Disney heiress blasts entertainment empire’s poverty wages in new documentary
‘The American Dream and Other Fairy Tales,’ which premiered this week at the Sundance Film Festival, compares executives’ eight-figure salaries with those of struggling theme park workers
To Abigail Disney and her three siblings, the Disneyland theme park in Anaheim, California was simply “the park.” The family would go there every week to see Grandpa Roy O. Disney, co-founder of The Walt Disney Company together with his more famous brother Walt. On their walks inside that magical place, Abigail’s grandfather would greet each employee by name and be himself addressed as Roy. He was always picking up the garbage he saw on the ground. “I want people to know that nobody is too good to pick up trash,” he would tell his grandchildren.
As a Disney heiress, Abigail grew up proud of what her family had created: movies, characters, stories and a place like Disneyland, dubbed “The Happiest Place on Earth.” But she also grew up learning never to say anything bad about the family or the business. This changed in 2018, when a Disneyland employee wrote to her on Facebook asking for help. “Having the surname Disney is like having a strange superpower that you didn’t ask for,” notes the philanthropist, political activist and documentary producer. The employee’s name was Ralph, and he told her that he and his wife were both working as park cleaners, and that their wages were not enough to pay for housing or even put food on the table for their four kids.
As a philanthropist and activist, Abigail Disney had been calling out poverty and economic inequality for years, but she had never stopped to look inside the family business, where she has never worked personally but which contributes to her own finances through her company shares. According to her, she was convinced that things at “The Happiest Place on Earth” were still being done the same way they were in her grandfather’s day, in the 1950s and 60s, when any Disney employee could afford a home, food and medical insurance, and be a part of the middle class. But when she met Ralph and other members of the Disney parks union, she was confronted with reality: in 2018, 10% of full-time employees were homeless and living in shelters or in their cars. They were being paid $15 an hour, whereas in Anaheim, it is estimated that the minimum wage to make a living is $24. That year, Disney chief executive Bob Iger (who stepped down from all executive positions in late 2021) had beaten his own record with compensation of $65 million. “In other words, a Disneyland custodian would have to work for 2,000 years to earn what Iger makes in one,” she notes.
That was when Abigail Disney decided to become a spokesperson for the workers and to tell their story in the documentary The American Dream and Other Fairy Tales, co-directed by Kathleen Hughes and which premiered on Monday at the Sundance Film Festival.
“I was so angry at reality. I knew it was happening at many companies in America, but I guess I always thought that we’d be better than them,” she said at Sundance. “There was a story to tell, not just about the dissonance that workers in the happiest place on Earth were sleeping in their cars, but also about what happened to the American working class in the last 50 years. How did we get here?”
Shortly before starting the shoot, Abigail Disney started a public campaign demanding more taxes for the rich, called Tax Me More. In a televised interview, asked about Bob Iger’s salary, she spontaneously responded that “not even Jesus Christ is worth that much money.” There was a huge outcry on social media, where she received encouragement and criticism, and was also called a hypocrite. But she insisted on the message and made it all the way to the Senate to demand a law that would rein in “corporate ambition” and executive pay. At the Senate session, she was called a “Socialist” and a “Marxist.” As she explains in the movie, the Disney lobby had done its job before her own appearance.
The documentary alternates testimony from Disneyland employees who live on food stamps with analyses by economists and journalists who look at the loss of purchasing power by the working class and the dark side of the American dream, whose genesis the movie places in the days of Ronald Reagan and the slogan “greed is good” by the economist Milton Friedman. Disney compares this with the “ethical and values-based” management style of her own grandfather, who reportedly earned just 78 times as much as the employee with the lowest wages. “Our grandfather wouldn’t have done it,” she says together with her sister, who reminds her that if Bob Iger makes so much it’s also because shareholders like themselves have received more benefits in recent years.
From her “privileged situation,” as she admits in the film, Abigail Disney ends up addressing Bob Iger but not making him ultimately responsible. “Maybe it’s not our fault, but it is our responsibility,” she writes to him.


ACTIVITY ▸ Filter this material down to the lines that contain the string "environment", and return those lines.

INFORMATION PROVIDED ▸
————————

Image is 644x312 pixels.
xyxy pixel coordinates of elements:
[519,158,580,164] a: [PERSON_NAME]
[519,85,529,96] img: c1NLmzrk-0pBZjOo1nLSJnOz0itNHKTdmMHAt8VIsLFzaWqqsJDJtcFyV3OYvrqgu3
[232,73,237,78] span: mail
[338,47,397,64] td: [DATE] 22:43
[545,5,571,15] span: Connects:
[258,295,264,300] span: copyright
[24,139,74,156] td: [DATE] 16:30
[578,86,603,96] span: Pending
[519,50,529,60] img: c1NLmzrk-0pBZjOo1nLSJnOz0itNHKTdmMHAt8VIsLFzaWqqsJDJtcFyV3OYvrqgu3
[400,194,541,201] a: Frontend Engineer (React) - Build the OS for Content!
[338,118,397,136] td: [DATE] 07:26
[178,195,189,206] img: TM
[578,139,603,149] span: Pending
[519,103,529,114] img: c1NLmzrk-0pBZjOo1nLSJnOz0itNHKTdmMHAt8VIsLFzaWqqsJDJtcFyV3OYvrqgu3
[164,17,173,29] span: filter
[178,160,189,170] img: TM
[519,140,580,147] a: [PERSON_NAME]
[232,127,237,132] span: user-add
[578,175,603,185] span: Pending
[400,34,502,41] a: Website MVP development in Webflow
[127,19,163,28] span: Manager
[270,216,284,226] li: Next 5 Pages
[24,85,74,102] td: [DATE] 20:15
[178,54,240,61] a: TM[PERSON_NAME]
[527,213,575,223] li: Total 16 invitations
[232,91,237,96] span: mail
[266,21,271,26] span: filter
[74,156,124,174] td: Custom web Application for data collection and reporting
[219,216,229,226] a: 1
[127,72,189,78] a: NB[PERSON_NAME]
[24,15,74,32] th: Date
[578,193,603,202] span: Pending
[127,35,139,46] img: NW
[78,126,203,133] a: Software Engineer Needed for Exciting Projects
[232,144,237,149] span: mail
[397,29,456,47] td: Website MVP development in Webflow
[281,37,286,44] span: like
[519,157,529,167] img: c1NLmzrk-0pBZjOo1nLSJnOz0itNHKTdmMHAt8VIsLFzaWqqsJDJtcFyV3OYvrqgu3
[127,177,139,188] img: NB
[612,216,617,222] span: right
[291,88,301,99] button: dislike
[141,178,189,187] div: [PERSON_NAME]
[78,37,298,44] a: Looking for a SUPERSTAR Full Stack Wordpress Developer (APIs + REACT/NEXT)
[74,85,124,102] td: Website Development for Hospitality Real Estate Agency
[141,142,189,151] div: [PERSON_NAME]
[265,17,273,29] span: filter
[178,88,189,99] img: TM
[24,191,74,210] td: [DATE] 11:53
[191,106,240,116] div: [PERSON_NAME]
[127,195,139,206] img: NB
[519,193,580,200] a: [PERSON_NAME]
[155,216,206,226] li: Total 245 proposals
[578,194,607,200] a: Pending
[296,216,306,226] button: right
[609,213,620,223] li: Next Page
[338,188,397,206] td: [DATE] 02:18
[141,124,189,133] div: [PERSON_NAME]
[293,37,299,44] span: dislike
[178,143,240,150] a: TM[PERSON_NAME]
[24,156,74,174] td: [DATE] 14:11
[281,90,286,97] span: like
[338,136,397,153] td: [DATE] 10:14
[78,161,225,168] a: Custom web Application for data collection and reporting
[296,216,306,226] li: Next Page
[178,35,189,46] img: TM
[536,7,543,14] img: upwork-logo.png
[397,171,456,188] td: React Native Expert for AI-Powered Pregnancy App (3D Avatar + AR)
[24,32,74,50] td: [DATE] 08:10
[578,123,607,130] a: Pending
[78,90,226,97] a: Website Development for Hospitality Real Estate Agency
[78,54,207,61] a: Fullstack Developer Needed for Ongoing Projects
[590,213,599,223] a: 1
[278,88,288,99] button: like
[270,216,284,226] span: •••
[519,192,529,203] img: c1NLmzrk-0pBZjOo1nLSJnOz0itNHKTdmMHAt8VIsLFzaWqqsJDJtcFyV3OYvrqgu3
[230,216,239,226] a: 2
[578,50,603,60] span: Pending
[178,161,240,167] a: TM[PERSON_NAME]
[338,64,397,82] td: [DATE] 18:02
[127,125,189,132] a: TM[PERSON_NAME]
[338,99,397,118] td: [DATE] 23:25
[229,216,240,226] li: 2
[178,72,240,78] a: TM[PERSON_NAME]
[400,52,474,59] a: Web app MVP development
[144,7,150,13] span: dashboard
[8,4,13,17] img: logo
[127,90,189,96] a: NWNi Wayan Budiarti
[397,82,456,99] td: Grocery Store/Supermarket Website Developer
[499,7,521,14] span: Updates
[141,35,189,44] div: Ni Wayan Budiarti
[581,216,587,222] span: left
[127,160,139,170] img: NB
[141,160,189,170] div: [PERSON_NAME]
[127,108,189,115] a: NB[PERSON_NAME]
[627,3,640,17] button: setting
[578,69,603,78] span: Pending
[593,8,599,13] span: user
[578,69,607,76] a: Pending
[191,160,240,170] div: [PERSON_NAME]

————————

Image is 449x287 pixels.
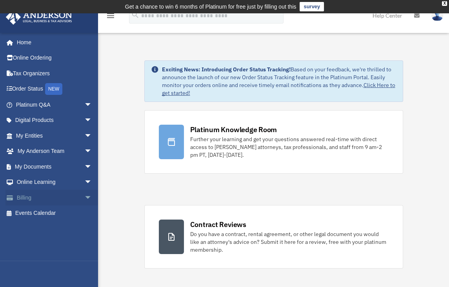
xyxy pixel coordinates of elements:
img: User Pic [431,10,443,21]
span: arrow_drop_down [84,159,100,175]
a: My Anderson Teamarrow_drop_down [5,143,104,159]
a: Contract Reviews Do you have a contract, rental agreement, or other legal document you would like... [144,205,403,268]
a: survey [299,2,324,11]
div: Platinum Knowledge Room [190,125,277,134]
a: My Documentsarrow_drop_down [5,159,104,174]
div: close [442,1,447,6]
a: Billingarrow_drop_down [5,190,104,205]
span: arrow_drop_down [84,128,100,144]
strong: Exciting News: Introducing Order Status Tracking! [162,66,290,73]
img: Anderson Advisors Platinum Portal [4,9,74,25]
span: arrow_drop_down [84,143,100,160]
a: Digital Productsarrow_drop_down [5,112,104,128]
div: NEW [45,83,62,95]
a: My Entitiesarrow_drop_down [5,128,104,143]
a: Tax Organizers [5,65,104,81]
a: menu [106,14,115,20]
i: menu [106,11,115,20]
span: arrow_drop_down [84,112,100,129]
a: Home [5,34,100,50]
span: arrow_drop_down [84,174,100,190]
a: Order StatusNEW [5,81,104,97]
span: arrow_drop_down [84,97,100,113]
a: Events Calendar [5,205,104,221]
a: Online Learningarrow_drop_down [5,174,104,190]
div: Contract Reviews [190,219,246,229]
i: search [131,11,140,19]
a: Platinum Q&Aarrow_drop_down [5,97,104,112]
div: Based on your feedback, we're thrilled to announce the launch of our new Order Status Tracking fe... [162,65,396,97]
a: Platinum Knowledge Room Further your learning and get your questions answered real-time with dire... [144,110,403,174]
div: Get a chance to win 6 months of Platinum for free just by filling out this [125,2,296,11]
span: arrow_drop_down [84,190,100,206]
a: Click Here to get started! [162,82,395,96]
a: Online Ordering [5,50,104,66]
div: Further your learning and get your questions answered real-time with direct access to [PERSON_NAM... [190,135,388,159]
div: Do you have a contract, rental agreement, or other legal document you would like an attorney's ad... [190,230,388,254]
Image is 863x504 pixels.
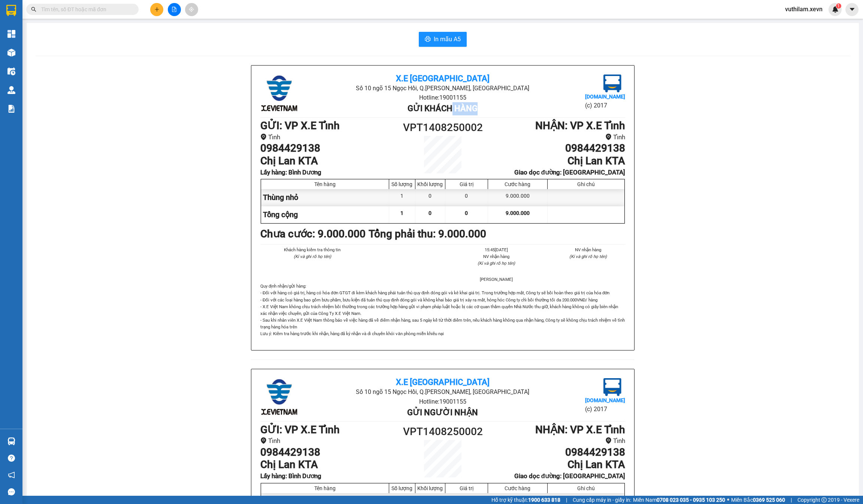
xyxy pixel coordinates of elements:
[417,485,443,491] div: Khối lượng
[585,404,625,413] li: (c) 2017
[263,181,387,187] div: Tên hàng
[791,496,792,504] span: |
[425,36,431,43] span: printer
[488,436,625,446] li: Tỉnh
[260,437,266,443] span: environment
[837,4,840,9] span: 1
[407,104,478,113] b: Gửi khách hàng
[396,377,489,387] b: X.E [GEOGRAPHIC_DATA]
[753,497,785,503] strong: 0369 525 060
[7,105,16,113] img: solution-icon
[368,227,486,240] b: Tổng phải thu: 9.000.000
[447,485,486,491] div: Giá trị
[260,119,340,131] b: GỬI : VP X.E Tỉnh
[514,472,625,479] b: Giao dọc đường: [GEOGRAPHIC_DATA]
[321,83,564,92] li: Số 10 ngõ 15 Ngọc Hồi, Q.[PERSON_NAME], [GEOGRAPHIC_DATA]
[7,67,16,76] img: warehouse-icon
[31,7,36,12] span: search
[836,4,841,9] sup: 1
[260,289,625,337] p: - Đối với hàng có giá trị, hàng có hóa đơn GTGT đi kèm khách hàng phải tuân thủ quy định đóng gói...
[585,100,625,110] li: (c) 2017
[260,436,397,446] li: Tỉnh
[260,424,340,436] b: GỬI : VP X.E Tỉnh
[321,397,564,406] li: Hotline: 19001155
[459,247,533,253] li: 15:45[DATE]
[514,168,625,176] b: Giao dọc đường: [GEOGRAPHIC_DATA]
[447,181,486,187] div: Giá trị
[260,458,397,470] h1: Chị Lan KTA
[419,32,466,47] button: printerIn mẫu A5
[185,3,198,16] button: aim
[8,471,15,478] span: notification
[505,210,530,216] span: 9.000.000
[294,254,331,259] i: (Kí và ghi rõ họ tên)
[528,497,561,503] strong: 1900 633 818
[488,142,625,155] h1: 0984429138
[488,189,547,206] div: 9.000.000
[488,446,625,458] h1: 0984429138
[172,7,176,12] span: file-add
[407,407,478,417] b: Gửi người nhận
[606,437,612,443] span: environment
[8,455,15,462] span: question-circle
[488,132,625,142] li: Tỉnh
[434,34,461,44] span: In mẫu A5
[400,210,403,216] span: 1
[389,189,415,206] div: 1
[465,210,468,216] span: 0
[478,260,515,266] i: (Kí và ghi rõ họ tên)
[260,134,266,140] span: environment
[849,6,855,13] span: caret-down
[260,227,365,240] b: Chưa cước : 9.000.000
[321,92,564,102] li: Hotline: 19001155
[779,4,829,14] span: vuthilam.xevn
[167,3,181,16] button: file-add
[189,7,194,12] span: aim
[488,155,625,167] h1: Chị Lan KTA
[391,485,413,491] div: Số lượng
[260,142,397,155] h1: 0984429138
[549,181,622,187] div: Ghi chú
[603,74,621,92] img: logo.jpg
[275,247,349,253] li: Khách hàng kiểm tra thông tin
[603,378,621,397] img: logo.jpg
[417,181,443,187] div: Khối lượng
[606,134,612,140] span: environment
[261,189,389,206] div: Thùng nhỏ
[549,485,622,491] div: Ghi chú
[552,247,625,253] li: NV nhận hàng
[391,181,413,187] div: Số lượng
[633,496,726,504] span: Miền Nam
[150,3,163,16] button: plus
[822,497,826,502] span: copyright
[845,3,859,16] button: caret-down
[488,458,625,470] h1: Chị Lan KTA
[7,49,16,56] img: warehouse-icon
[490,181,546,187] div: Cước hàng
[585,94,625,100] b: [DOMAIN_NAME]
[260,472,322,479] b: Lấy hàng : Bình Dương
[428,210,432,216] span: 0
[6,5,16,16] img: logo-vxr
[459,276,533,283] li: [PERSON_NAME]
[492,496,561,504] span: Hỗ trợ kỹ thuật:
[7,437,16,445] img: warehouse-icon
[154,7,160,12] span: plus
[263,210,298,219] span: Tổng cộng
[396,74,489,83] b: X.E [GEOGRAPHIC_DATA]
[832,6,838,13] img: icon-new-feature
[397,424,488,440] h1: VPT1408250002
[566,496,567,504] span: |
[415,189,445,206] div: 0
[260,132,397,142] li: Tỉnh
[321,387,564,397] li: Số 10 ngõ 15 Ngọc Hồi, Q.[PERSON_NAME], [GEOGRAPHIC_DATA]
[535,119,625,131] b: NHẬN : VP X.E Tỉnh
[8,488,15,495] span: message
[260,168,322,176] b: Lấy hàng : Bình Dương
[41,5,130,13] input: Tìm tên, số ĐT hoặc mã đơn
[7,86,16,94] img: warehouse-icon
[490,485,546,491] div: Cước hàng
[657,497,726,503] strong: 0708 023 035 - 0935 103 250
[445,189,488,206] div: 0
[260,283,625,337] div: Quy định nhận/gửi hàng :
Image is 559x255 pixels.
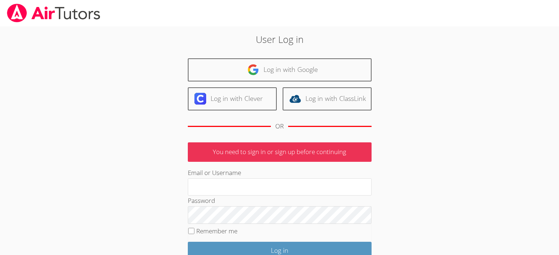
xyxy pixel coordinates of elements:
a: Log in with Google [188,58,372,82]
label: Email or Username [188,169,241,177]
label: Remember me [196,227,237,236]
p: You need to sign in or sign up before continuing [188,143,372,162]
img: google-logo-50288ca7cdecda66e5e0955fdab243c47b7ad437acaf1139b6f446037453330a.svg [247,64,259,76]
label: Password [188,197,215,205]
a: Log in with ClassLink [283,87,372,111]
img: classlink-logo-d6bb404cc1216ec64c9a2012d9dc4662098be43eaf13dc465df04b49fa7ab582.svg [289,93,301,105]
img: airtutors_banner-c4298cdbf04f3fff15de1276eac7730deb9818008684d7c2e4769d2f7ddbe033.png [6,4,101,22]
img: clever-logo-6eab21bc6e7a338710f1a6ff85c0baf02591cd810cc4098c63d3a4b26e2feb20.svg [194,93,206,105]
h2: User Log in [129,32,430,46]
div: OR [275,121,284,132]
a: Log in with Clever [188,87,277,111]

————————

FINISHED EXERCISE ▸
[260,437,266,443] span: environment
[606,437,612,443] span: environment
[260,134,266,140] span: environment
[606,134,612,140] span: environment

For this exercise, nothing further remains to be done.